An ACAL Radiatron product story
Edited by the Engineeringtalk editorial team Sep 26, 2006

To meet the needs of the most demanding heating applications a comprehensive custom heating pad design and manufacturing service is offered by Acal Radiatron.

To meet the needs of the most demanding heating applications a comprehensive custom heating pad design and manufacturing service is offered by electromechanical thermal management specialist Acal Radiatron.

The capability has recently been further expanded with the introduction of high power density printed-element heater pads operating at temperatures up to 650C and smart self-regulating heater mats for lower temperatures.

From a flexible portfolio of material and manufacturing technology options the company can fabricate heating pads to custom specifications ensuring best-in-class thermal performance as cost-effectively as possible.

A joint-development approach to achieve optimum design solutions often brings value-added benefits due to the company's wide-ranging capability coupled with extensive and proven expertise.

This philosophy repeatedly delivers the right product with the right price at the right time, says the company.

New applications are emerging every day.

Typically, the pads, mats and heating elements are used for surface heating in food processing, catering/medical equipment and similarly diverse applications.

In outdoor cold-weather applications the pads are used in areas such as condensation protection in system enclosures of all kinds, from telecomms basestations to point-of-sale and remote systems requiring stable operating temperatures.

As equipment generally becomes smaller and more compact, and as power consumption issues concern designers, the pads are proving increasingly popular as wafer-thin space-saving alternative to cumbersome air-conditioning units, for example.

The pads can be produced in virtually any shape or form and may be flexible or rigid depending on end-user needs.

With extremely low thermal mass they can be designed to offer fast-acting or steady heatflow evenly distributed right across the pad surface avoiding excessive thermal gradients, cold spots or can be zoned into selective areas.

To achieve this, the company can exploit a range of separate element technologies and dielectric materials.

These include fixed resistance etched foils, resistive wire or variable resistance conductive inks and alloys depending on power density, size and volume requirements.

Printed directly onto steel or ceramic gives the lowest mass and high temperature performance.

Other dielectrics include silicone rubber (to 260C), polyimide (Kapton) (to 200C), polyester (to 120C).

They are typically supplied with connection wiring to suit individual needs and are subsequently temperature controlled by switching circuitry such as bi-metal thermostats or solid-state NTCs.

In addition, the company now offers self-regulating heat pads which change their resistance in proportion to the surrounding ambient temperature - so the colder it becomes the harder the heater works.

They are manufactured using a specialised PTC polymer printed ink element which features interleaved bus bar technology to produce multiple parallel circuits across its surface.

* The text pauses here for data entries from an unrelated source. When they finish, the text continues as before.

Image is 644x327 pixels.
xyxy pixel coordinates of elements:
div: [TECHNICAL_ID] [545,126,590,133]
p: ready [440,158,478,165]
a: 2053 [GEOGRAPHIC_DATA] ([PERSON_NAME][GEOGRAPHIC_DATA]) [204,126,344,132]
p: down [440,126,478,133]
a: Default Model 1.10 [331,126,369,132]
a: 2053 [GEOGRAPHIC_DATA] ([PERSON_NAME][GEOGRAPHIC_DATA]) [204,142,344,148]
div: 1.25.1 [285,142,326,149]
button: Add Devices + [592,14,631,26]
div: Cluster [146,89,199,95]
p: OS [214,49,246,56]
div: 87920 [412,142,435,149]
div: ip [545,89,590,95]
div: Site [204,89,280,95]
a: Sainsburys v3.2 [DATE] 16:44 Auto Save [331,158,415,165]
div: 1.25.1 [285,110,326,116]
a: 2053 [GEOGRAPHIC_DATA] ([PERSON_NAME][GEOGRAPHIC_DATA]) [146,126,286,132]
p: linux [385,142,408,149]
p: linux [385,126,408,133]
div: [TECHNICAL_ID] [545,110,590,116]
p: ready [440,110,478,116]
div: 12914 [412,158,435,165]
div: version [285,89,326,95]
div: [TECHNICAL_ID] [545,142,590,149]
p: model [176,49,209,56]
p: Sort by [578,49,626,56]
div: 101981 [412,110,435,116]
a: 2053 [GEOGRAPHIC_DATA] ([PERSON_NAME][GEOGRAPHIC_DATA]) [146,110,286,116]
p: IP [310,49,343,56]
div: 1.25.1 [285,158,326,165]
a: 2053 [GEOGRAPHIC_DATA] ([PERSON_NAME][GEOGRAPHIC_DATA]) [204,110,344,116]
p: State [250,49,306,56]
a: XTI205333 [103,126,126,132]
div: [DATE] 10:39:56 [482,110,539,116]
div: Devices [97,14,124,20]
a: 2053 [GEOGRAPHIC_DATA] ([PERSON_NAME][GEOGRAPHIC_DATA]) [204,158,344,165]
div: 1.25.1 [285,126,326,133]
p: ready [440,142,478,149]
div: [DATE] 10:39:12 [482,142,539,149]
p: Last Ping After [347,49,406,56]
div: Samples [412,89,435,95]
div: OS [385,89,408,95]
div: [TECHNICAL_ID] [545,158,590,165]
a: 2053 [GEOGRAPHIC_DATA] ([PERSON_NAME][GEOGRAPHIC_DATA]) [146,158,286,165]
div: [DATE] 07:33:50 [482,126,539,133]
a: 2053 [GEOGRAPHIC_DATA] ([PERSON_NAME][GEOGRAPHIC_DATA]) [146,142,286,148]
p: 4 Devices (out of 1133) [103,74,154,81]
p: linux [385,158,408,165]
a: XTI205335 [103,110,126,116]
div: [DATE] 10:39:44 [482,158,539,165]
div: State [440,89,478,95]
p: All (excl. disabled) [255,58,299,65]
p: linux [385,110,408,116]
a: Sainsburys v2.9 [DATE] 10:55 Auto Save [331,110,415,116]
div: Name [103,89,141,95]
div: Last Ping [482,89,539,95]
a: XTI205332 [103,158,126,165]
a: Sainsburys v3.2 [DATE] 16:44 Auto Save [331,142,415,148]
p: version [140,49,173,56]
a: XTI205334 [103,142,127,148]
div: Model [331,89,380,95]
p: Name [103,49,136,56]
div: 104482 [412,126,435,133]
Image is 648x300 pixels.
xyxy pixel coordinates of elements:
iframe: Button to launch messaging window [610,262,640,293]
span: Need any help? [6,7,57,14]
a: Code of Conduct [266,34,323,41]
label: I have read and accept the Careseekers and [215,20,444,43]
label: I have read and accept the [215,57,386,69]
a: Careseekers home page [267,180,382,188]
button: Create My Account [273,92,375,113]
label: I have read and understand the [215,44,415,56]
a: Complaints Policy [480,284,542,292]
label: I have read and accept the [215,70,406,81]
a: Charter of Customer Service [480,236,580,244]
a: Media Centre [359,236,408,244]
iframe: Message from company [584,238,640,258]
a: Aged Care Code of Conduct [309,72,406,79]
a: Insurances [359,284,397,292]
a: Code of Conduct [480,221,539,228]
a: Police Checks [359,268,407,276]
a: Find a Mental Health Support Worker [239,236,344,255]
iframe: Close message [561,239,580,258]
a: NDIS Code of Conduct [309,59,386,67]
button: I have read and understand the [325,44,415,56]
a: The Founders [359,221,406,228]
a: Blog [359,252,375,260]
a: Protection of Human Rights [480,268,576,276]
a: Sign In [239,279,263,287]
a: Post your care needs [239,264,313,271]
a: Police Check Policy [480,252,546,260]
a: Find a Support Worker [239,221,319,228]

Ideal for lower temperature start up, anti-condensation or defrost requirements - examples include self-governing automotive, scientific and industrial heating requirements.

The pads respond quickly to ambient temperature variations to cost-effectively maintain an optimised and regular operating temperature, typically from -60 to +70C.

For speed and flexibility, the company offers a preferred range of standard stocked silicone heater mats.

It can also supply custom produced, fast turn (2 days possible) silicone pads for low-cost initial design, development and prototyping requirements which may later be finally fabricated from one or more of the optional technologies.